*** Begin section ***
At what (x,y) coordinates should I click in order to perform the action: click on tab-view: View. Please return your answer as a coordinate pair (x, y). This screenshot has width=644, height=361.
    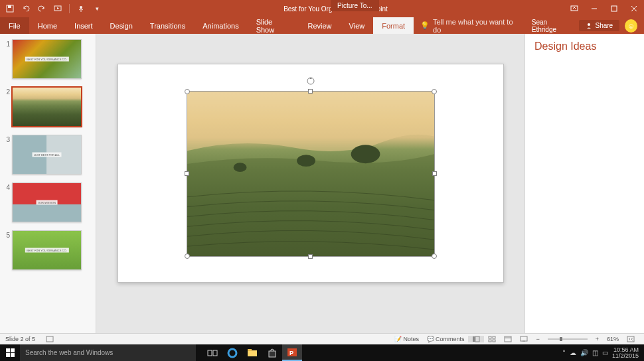
    Looking at the image, I should click on (357, 25).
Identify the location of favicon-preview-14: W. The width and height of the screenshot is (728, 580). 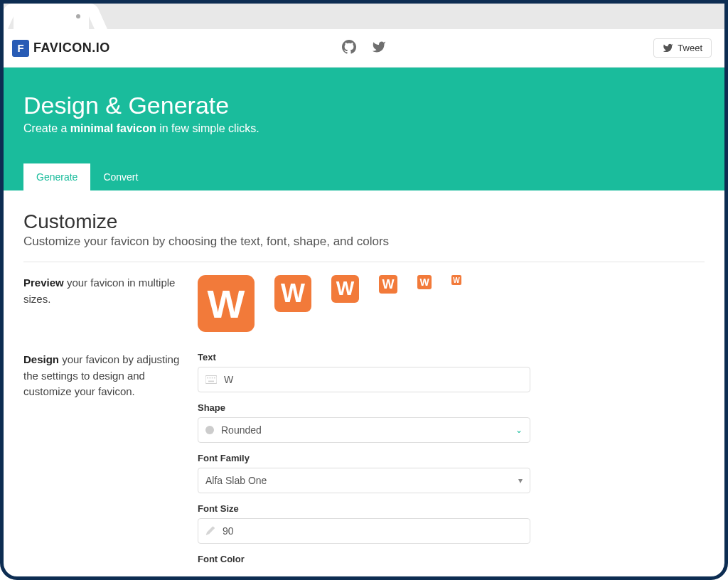
(456, 280).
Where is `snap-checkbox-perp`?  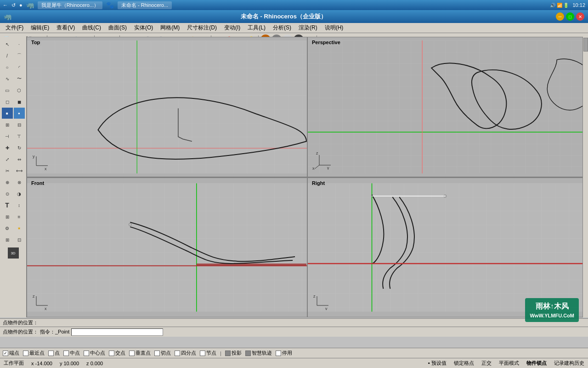
snap-checkbox-perp is located at coordinates (132, 353).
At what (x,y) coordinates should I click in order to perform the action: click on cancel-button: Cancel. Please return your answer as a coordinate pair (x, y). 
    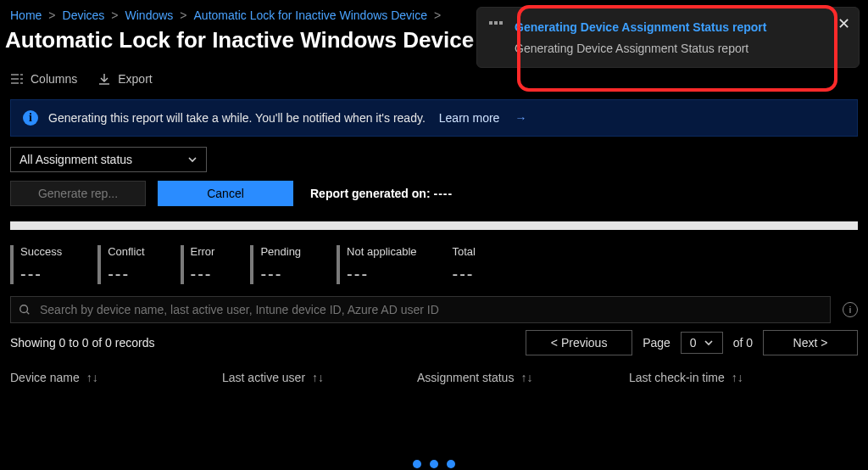
    Looking at the image, I should click on (225, 193).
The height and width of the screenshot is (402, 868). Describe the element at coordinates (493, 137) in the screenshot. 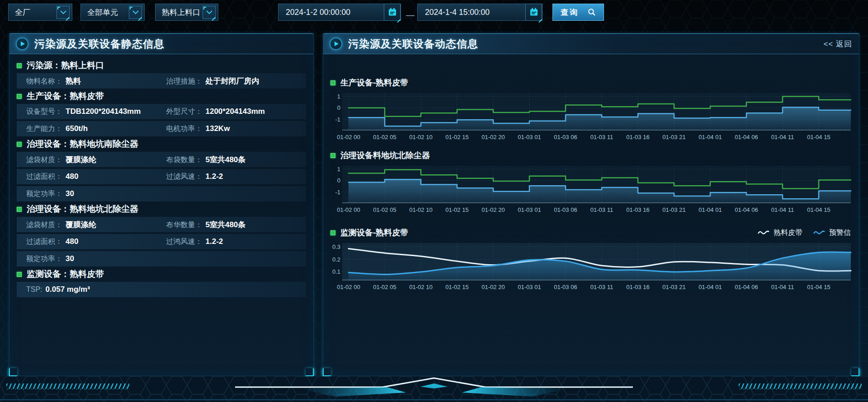

I see `svg-text: 01-02 20` at that location.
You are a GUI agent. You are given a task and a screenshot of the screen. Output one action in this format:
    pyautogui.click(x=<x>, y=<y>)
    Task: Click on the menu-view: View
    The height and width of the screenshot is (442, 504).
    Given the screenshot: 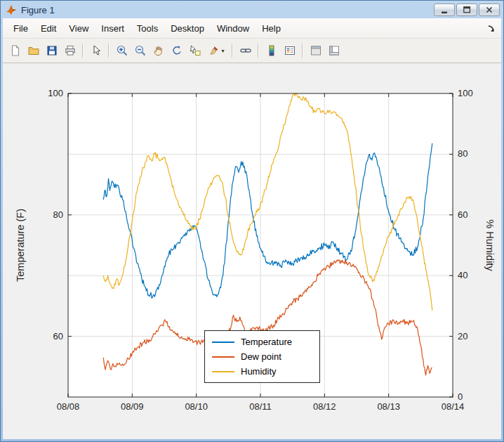 What is the action you would take?
    pyautogui.click(x=79, y=28)
    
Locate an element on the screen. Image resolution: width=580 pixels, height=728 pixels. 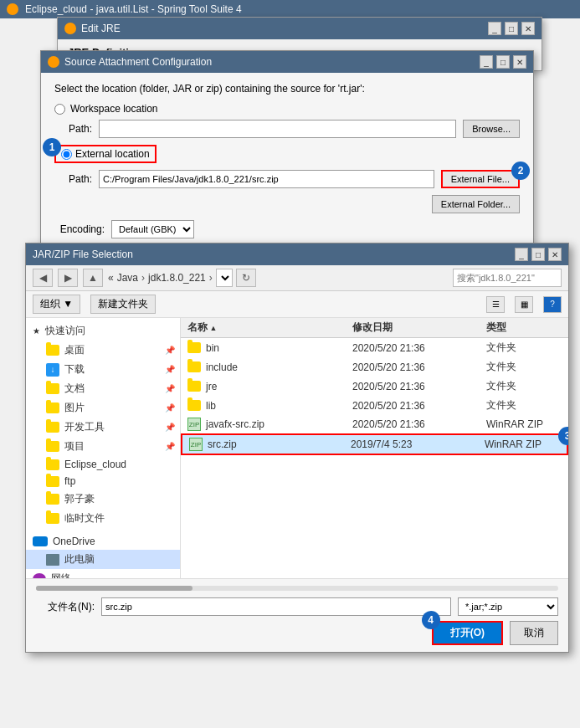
*** End section ***
TASK BRIEF → Word for word, restate the lines above from the one with "The height and width of the screenshot is (402, 868)." through the one with "Task: Click on the menu-view: View", keeping both ends and dropping the pictures.

WRITTEN SOLUTION →
The height and width of the screenshot is (402, 868). Describe the element at coordinates (493, 137) in the screenshot. 

I see `svg-text: 01-02 20` at that location.
You are a GUI agent. You are given a task and a screenshot of the screen. Output one action in this format:
    pyautogui.click(x=<x>, y=<y>)
    Task: Click on the menu-view: View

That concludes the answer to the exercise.